Should health care be rationed? It’s really a moot question because health care is already being rationed in the United States. HMOs (health maintenance organizations), like any other (successful) insurance company, remain profitable by taking in as much money as possible, while paying out as little as possible. Instead of looking at your car, calculating depreciation, and tossing you a check to replace your dented fender and add some new paint, they’re making similar business decisions about your hip, or whatever else is bothering you. When profit is the underlying motivator in the delivery of a service—one type of body shop isn’t all that different from another, is it? “Managed care” is just a comfortable euphemism that masks the real rationale behind the treatment you receive.
To make “health maintenance” work, HMOs drop customers that are most in need, retain customers that are least in need, limit treatment, reward doctors with financial incentives for providing the least expensive option or minimum required treatment possible, and then pass along any remaining costs that cut into their profit margin, directly onto the consumer by way of premium hikes.
Why the United States insists on remaining the only major industrialized nation on earth that fails to provide free universal health care to its citizens is a mystery. Or is it?
If managed health care organizations have enough money laying around to reward doctors for billing them as little as possible, you can bet that they have plenty in their slush fund to pay lobbyists to strike down any bill that might threaten their monopoly over medical care with something free and universal. There are also plenty of persuasive arguments that Mr. and Mrs. Joe Citizen will identity with personally, so as to dissuade any uprisings on the grassroots level. Arguments like: “Too much government control is dangerous… it puts our free enterprise system one step closer to communism.” Or: “Free and universal health care will drive your taxes through the roof—you’ll lose your home, you won’t be able to meet your expenses anymore.” Arguments that invoke fear are always the most effective—they reduce the capacity for rational thought.
Need a second opinion? Ask someone born and raised in a country that embraces free and universal health care—somewhere like Canada. Canadians who have lived and worked temporarily in the US on work visas will tell you that their health never suffered as much as the years they lived here—and we’re talking about young workers in their 30’s and 40’s … not the elderly.
In Canada, you never have to put off a regular checkup at the doctor, or cease them completely . You never have to suffer through an illness hoping it will get better, meanwhile fearing that it may require an office visit and costly medications. In Canada, you’ll never have to save up to pay for needed surgery which an American HMO might refuse on the basis that “it isn’t really necessary”. And you will certainly never have to look at your budget to see which expense can be ignored this month (the light bill, food, your student loan) just so you can afford to see a doctor, when the need for treatment can be put off no longer.
Americans have suffer more under their “free enterprise” system than any Canadian ever will under our own country’s tax-funded health care system. Despite this, every now and then, Canadian politicians begin to toss around the idea of replacing our universal-pay universal-access system, and replacing it with a privately managed system. Not surprising, really (we have large, greedy corporations here, too, eager to get into the business). There are the usual fear-eliciting arguments, plus others meant to provoke outrage, like: “Under our present system, even the rich are entitled to free health care.” Those able to rationally consider this argument are well aware that even in Canada, the rich would rather pay to have state of the art medical treatment that get the level that you and I consider acceptable, for free.
But, there’s always the danger that we’ll succumb to the temptation to adopt a privatized system. Of course, it will be over my dead body. Epitaph: Here lies Todd Lyons, killed by his managed health care provider.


● **Task to carry out**
From the records below, determine the number of lines containing "Password". Output that number alone.

● **Working data**

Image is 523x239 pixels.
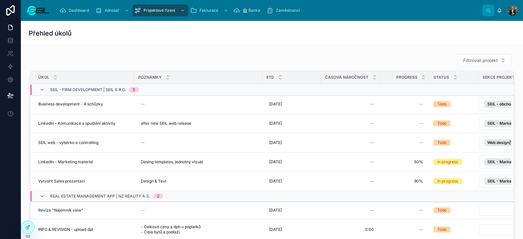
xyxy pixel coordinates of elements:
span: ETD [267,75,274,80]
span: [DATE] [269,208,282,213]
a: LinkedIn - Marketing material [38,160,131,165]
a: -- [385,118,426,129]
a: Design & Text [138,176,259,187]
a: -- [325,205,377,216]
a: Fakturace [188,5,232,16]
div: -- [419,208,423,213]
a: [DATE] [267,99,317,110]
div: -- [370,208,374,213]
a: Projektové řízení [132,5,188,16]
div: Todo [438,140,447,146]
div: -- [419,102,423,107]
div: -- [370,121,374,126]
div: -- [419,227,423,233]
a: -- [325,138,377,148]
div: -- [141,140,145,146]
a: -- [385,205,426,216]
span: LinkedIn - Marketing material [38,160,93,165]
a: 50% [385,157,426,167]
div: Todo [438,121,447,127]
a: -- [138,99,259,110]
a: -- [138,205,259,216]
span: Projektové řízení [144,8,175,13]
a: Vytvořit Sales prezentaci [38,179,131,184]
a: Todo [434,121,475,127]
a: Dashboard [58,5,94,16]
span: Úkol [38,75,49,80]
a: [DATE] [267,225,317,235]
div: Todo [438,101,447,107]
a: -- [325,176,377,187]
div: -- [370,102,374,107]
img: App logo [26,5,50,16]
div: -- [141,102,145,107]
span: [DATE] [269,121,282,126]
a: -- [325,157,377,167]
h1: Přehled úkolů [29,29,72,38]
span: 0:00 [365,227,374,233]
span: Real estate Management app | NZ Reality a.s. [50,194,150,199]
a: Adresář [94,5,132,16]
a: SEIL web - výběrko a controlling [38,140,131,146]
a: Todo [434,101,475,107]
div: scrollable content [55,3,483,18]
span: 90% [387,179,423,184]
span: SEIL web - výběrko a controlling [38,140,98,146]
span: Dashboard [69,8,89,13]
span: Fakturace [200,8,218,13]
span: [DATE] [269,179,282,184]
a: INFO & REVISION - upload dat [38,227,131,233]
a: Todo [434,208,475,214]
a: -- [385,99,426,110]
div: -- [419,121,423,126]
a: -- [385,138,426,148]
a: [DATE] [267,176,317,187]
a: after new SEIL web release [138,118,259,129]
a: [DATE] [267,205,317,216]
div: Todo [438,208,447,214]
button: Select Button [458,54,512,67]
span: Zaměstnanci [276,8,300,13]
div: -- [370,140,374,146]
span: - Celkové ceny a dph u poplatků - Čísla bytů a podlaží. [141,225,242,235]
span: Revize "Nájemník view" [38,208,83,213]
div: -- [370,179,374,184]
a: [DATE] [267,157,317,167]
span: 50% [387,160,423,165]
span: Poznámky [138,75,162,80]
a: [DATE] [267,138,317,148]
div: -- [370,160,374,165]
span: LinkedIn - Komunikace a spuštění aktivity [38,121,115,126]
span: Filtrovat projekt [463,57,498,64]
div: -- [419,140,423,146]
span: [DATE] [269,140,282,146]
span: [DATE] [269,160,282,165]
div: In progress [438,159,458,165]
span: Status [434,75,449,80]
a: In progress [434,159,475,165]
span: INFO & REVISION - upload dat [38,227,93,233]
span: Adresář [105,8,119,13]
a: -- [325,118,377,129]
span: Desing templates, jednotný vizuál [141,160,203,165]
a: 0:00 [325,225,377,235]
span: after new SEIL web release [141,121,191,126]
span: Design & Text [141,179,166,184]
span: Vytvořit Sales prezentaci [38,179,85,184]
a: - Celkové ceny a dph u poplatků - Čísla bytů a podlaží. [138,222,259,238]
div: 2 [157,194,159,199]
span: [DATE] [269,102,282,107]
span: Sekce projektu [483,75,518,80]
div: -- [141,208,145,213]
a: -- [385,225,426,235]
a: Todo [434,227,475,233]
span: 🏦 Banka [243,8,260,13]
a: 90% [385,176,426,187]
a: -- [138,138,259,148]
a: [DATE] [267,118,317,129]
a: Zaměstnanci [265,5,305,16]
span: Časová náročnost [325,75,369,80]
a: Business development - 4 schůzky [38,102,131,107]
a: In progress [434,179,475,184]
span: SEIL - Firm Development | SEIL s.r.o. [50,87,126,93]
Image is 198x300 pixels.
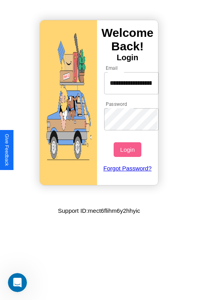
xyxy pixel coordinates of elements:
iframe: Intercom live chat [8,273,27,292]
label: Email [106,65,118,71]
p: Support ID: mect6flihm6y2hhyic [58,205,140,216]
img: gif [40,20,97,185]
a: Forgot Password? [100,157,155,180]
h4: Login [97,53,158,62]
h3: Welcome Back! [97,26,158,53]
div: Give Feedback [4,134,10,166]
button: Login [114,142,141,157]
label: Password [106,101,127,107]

● **Output of the exercise**
2